Comment by TallGuyShort
6 years ago
I think there's a right and a wrong way to run these programs. Some schools just pick a couple of outliers and make it obvious they're outliers. If you're going to group some kids by ability for some classes, do it to everyone. Yes, a few kids are really advanced. A few others are almost there. Don't make the first group so uniquely isolated at the expenses of making the second group miss out on similar opportunities entirely. I see the benefit of keeping everyone together some of the time, but I'm screaming inside when I see my daughter reading at a 3rd grade level next to kids who still don't know the alphabet, and her teacher has to keep them all in one big reading group. She has an alternative but it's strictly an addition to all her other work: which is how it was for me, so I got A's in the gifted program, and D's in my regular school work because it seemed pointless and stupid. My high school was only told about the D's so it took me 2 years to get back into Honors classes. Whoever designed that program was not gifted.
Let everyone spend some time grouped by ability. Don't just burden them with more busy work. And please make sure the teachers running special programs have a clue what they're doing to kids...
edit: Furthermore, I always thought it pathetic that I went from being a very average student in 2 other countries, moved to America and was suddenly seen as a gifted genius who was years ahead of my peers in math and science. I've obviously never seen it that way - I think kids are capable of for more than the American school system expects of them, but their intellectual growth is being stunted at a very young age.
The right way to run a gifted program is to have class placement tied to ability, not to age. If someone is good at math, put them in the next higher math class. If someone is good at reading, bump them up. It works well for under-performing kids as well: if they fail math, they can retake just that class and continue in the rest.
This keep gifted kids challenged while not pushing anyone through too fast.
There is one more thing that is important that most people miss: a "gifted" student (whatever that means) mixed in with the rest challenges the other students to do better.
Do you support putting intellectually challenged students with the rest to encourage them to do better?
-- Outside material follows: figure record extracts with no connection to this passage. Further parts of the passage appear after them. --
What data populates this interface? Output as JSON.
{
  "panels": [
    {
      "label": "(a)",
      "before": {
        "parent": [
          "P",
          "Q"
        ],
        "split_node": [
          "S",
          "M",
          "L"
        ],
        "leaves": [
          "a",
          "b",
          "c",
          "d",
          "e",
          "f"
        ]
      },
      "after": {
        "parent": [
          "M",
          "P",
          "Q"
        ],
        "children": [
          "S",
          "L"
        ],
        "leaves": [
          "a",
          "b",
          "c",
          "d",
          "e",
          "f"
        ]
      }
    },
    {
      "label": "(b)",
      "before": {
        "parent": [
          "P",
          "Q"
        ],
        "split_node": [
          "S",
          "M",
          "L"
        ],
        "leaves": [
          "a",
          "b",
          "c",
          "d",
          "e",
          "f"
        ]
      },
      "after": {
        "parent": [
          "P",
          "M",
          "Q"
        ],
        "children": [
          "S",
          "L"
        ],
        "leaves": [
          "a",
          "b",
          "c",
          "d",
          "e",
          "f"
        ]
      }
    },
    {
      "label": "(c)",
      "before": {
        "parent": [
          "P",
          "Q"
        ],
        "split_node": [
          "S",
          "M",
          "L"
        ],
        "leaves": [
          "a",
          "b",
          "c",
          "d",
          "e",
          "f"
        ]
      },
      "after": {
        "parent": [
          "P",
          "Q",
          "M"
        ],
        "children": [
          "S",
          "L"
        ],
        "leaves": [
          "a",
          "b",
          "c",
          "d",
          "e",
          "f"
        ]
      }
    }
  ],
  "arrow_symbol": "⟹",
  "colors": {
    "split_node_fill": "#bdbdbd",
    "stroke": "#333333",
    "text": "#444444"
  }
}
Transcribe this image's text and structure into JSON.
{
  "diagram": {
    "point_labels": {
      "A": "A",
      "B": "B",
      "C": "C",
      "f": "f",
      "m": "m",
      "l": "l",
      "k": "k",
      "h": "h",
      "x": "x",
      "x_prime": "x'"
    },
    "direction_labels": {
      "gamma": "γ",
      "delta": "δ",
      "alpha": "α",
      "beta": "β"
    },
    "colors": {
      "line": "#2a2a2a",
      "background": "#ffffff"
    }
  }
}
That is a complex question that cannot be answered as a one size fits all. "intellectually challenged" can mean many different things. In some cases yes - it is good for the "smart" kids to learn to deal with the "stupid". In some cases no, the "stupid" just hold back the "smart". Note that this is all levels, the above average student sometimes needs to be at a lower level than the very smartest, and sometimes together.
There is a difference between subjects as well. I've been in choir with some "intellectually challenged" kids who had great voices: I was the one being challenged.